A fascination for the industry that built modern Germany led photographer Nanna Heitmann to the heart of the Ruhr region, in Prosper Haniel, where the end of coal is prompting a reflection on the region's unique culture. She takes over the Magenta Foundation Instagram account this week.
Published March 6, 2019
Photos by Nanna Heitmann, 2018 Flash Forward Winner
LBR. What drew you to Prosper Haniel and its colliery? What did you expect to find and how did what you witness hold up to those preconceived ideas?
NH. Heavy, steaming industry and its hard labour have always fascinated me. No other industry has such a myth attached to it. The Ruhrpott area, the industrial centre of Germany, was completely alien to me. Until I came across a newspaper article about the closure of a former colliery, I was not even aware that such hard labour still existed in our high tech, service society. My journey into the miners’ world exceeded all my expectations. Underground, it feels like you are exploring another world. It’s pitch black, and the further down you go, the hotter and more humid it becomes. The noise is deafening. Everyone is shouting at each other. Even though the mine uses a lot of newer technologies, the work is still very hard and workers have to rely on each other. One mistake can cost the lives of all your buddies.

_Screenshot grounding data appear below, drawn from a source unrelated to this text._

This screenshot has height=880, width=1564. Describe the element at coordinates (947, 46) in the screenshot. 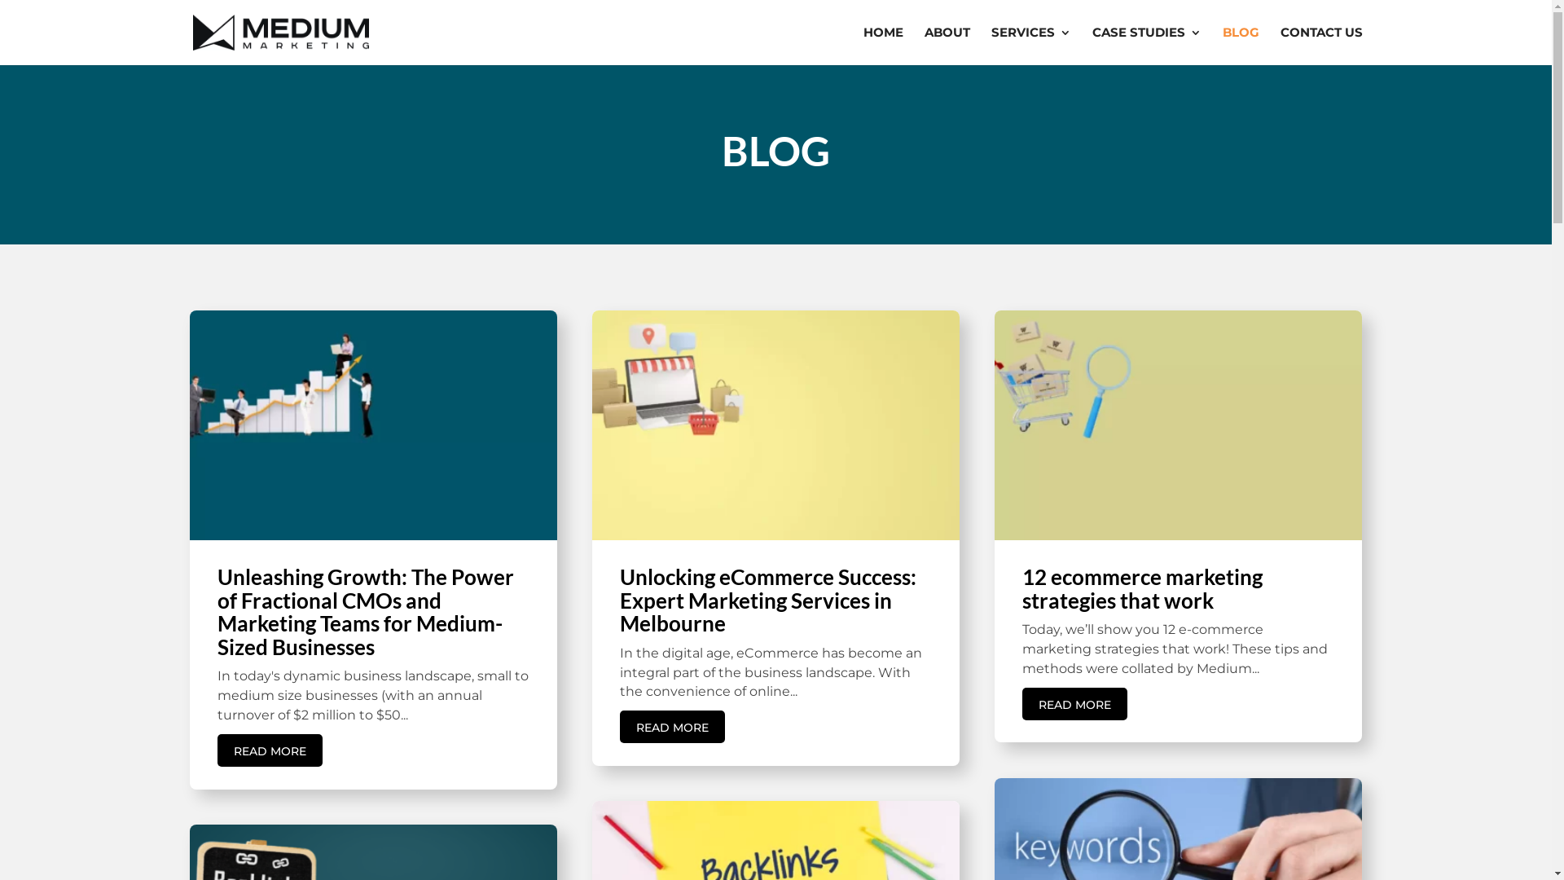

I see `ABOUT` at that location.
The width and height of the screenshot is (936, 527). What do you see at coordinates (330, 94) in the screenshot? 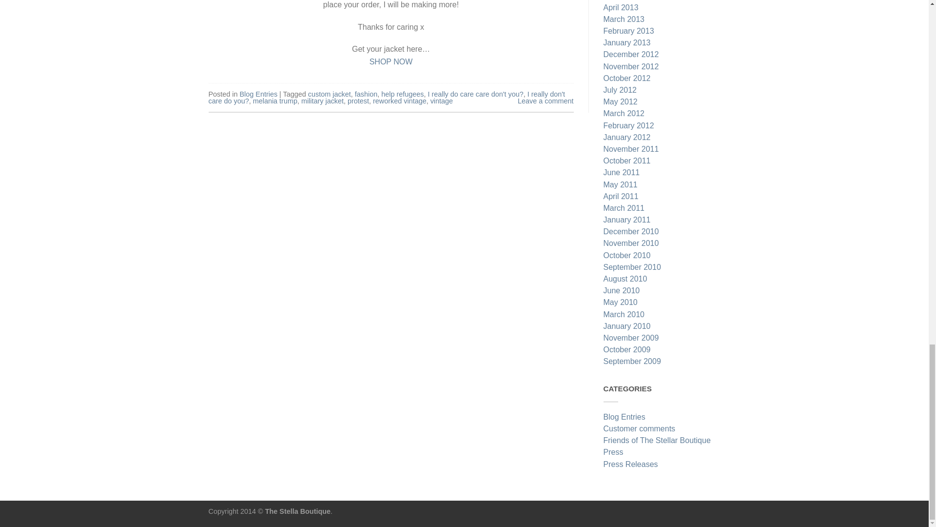
I see `custom jacket` at bounding box center [330, 94].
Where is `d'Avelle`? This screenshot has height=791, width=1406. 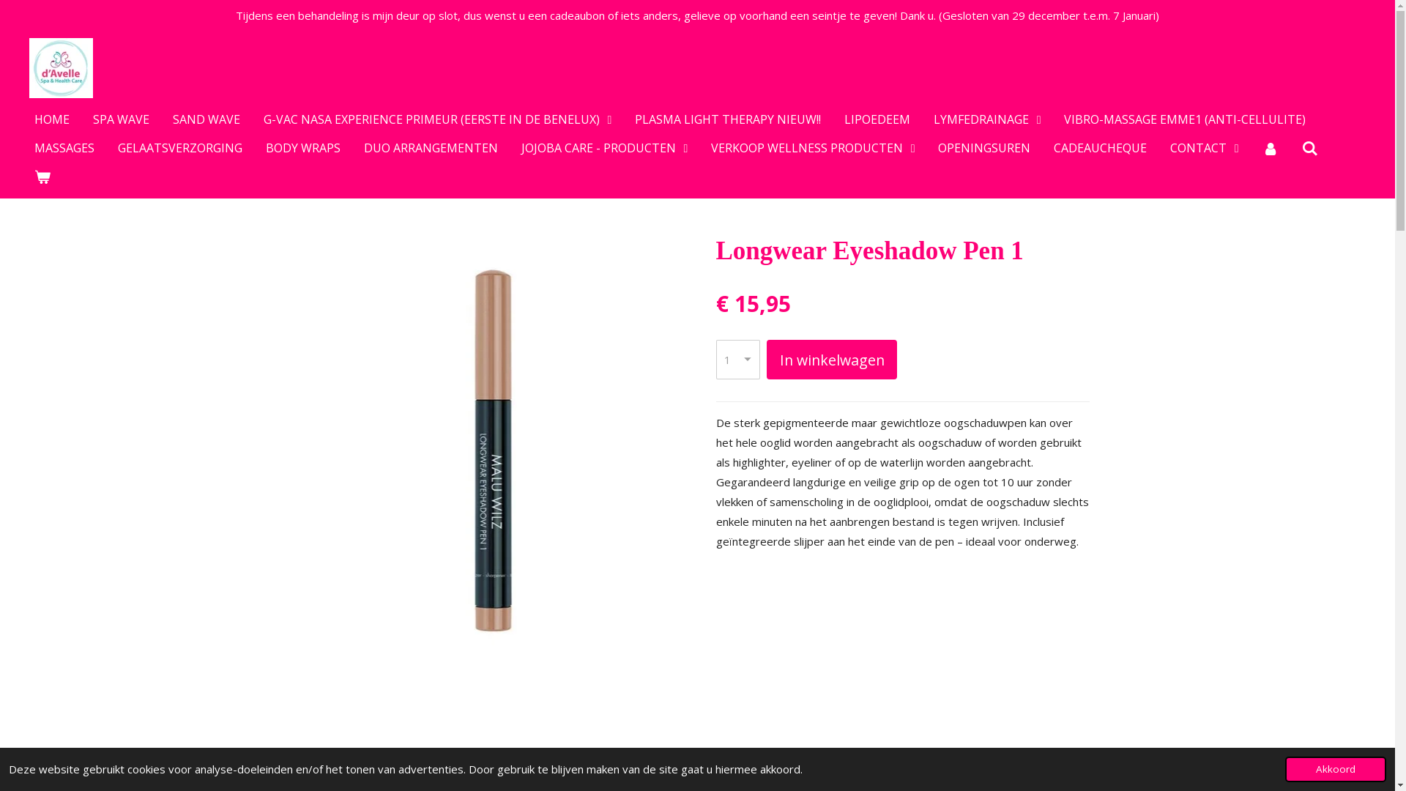 d'Avelle is located at coordinates (62, 68).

LBR. How does an industry, like coal mining, shape the identity of a region and its people?
NH. The focus of my work is the miners who have had to accept the end of the coal. The industry once attracted countless people from all over Germany, as well as migrant workers from Turkey, Greece, Italy and Poland, all with the hope of a better life. Thanks to them, coal mining enabled Germany’s participation in the industrial revolution and contributed to the German “economic miracle” after World War II; resulting in the development of today‘s key industries. Now, the remaining miners are left with the question of what remains of the mining industry when the last coal mine closes. It’s about their life’s work, their past. There are mining museums, traditional clubs, for sure, but can one preserve a culture? Maybe not. Still, mining has left its marks that are invisible and yet will endure: the kind of people here, their directness, their helpfulness, their crude humour, their unpretentious nature.

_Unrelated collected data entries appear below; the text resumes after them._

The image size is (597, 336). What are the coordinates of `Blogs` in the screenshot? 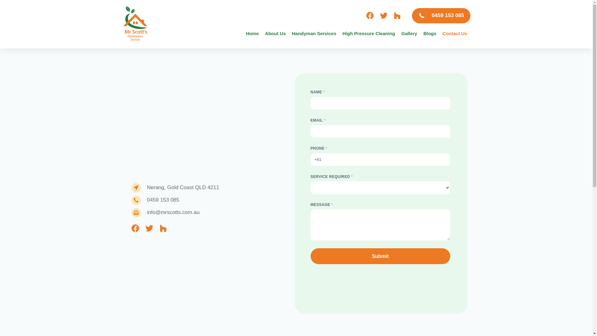 It's located at (430, 34).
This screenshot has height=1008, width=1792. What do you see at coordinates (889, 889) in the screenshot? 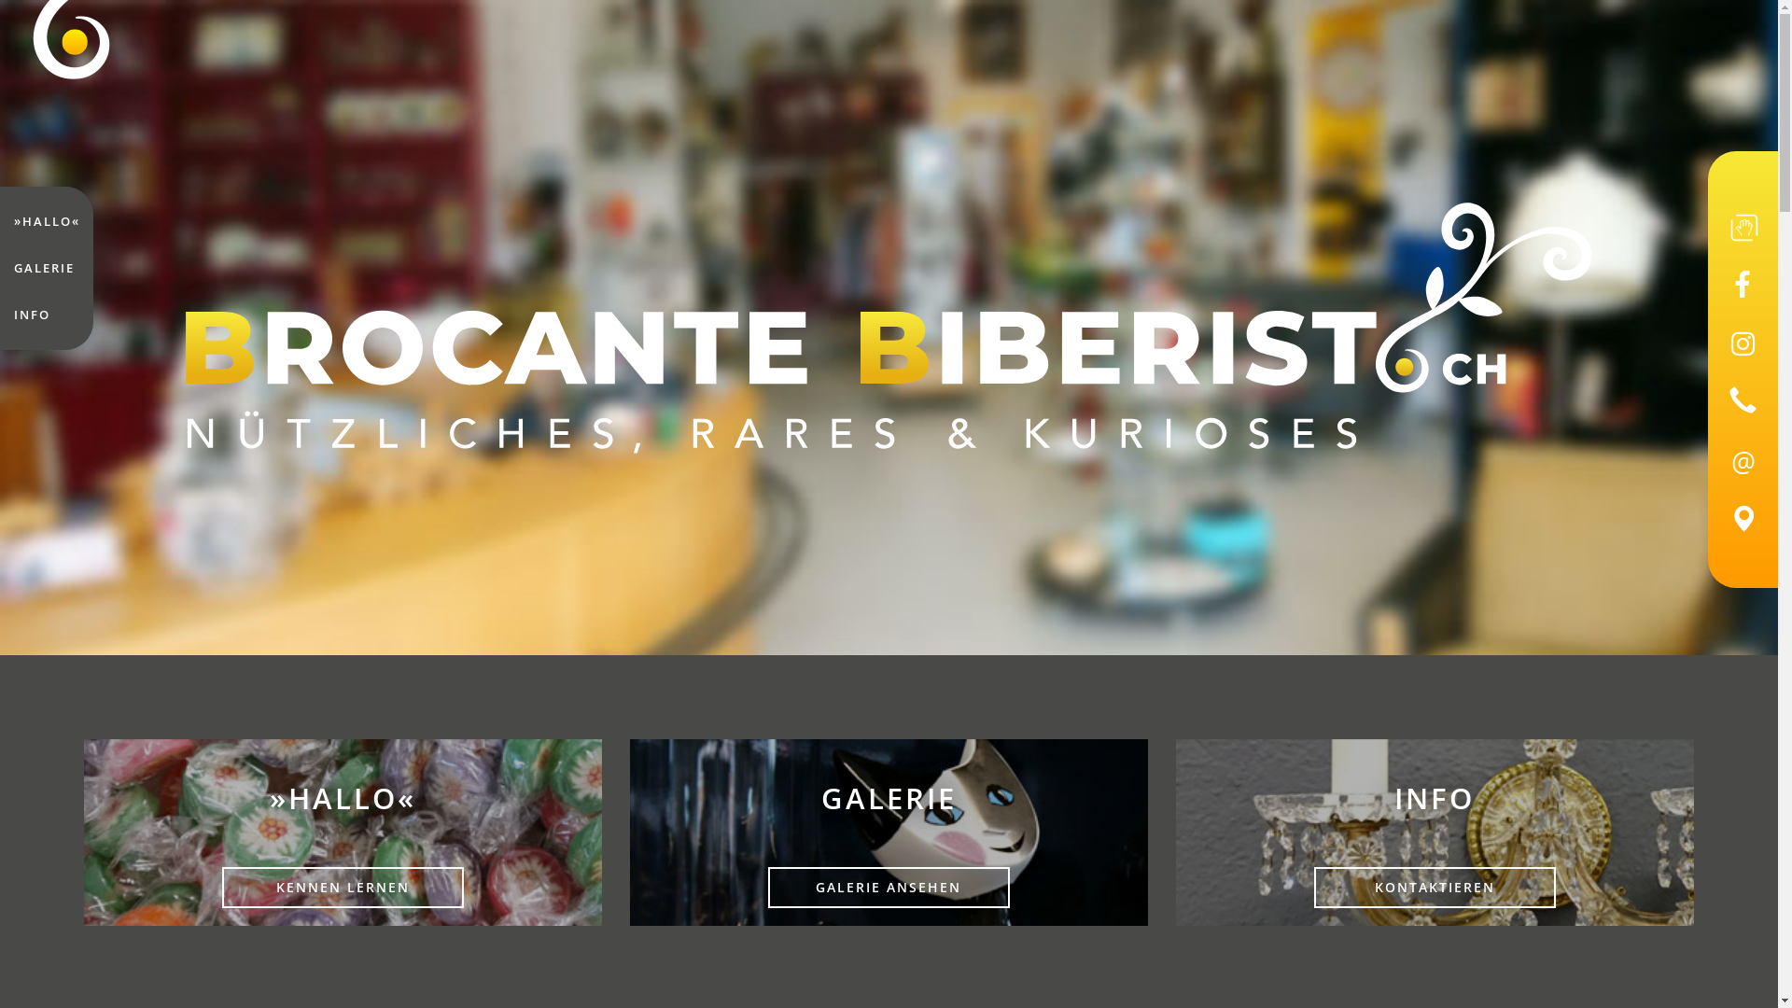
I see `GALERIE ANSEHEN` at bounding box center [889, 889].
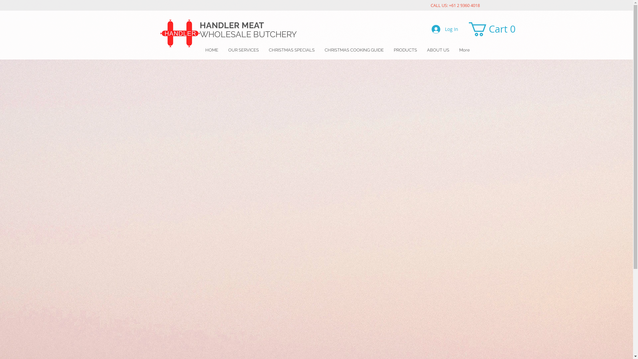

LBR. Often, the narrative surrounding a community that is built on resource exploitation follows a boom-and-bust arc, where once the industry closes or leaves, the town suffers considerably. What is happening in Prosper Haniel today, now that the colliery is closed?

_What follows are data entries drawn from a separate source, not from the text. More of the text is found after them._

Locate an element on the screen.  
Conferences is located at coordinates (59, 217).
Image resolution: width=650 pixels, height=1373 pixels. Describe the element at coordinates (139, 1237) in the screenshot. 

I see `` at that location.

NH. The German government has prepared for the closure of the mines since the eighties. Still, the unemployment rate in the Ruhr area is one of the highest in Germany now. Older miners retire at 49 and the younger ones hope to find work in other factories or get shifts jobs, like firemen or bus drivers. One amazing story: A group of miners developed their own fashion brand, inspired by the German mining culture. It’s called “pit heroes”. A German airline is sponsoring them and they presented their collection at the NY fashion week.
Nanna Heitmann is a German/ Russian freelance photographer, born in 1994. She studies photojournalism and documentary photography at the University of Applied Sciences and Arts in Hannover, Germany. She has received several awards and mentions, such as the Vogue Italia Prize from the PH Museum Women Photographers’ grant and the World.Report Award. Her work has been exhibited across Europe.
Laurence Butet-Roch, a member of the Boreal Collective and Muse Projects, is a freelance writer, photo editor, photographer and educator based in Toronto, Canada committed to encouraging critical visual thinking. Her words have appeared in the British Journal of Photography, The New York Times Lens Blog, TIME Lightbox, National Geographic, The New Yorker, Polka Magazine, PhotoLife, BlackFlash and Point of View. She is the editor of Flash Forward Flash Back.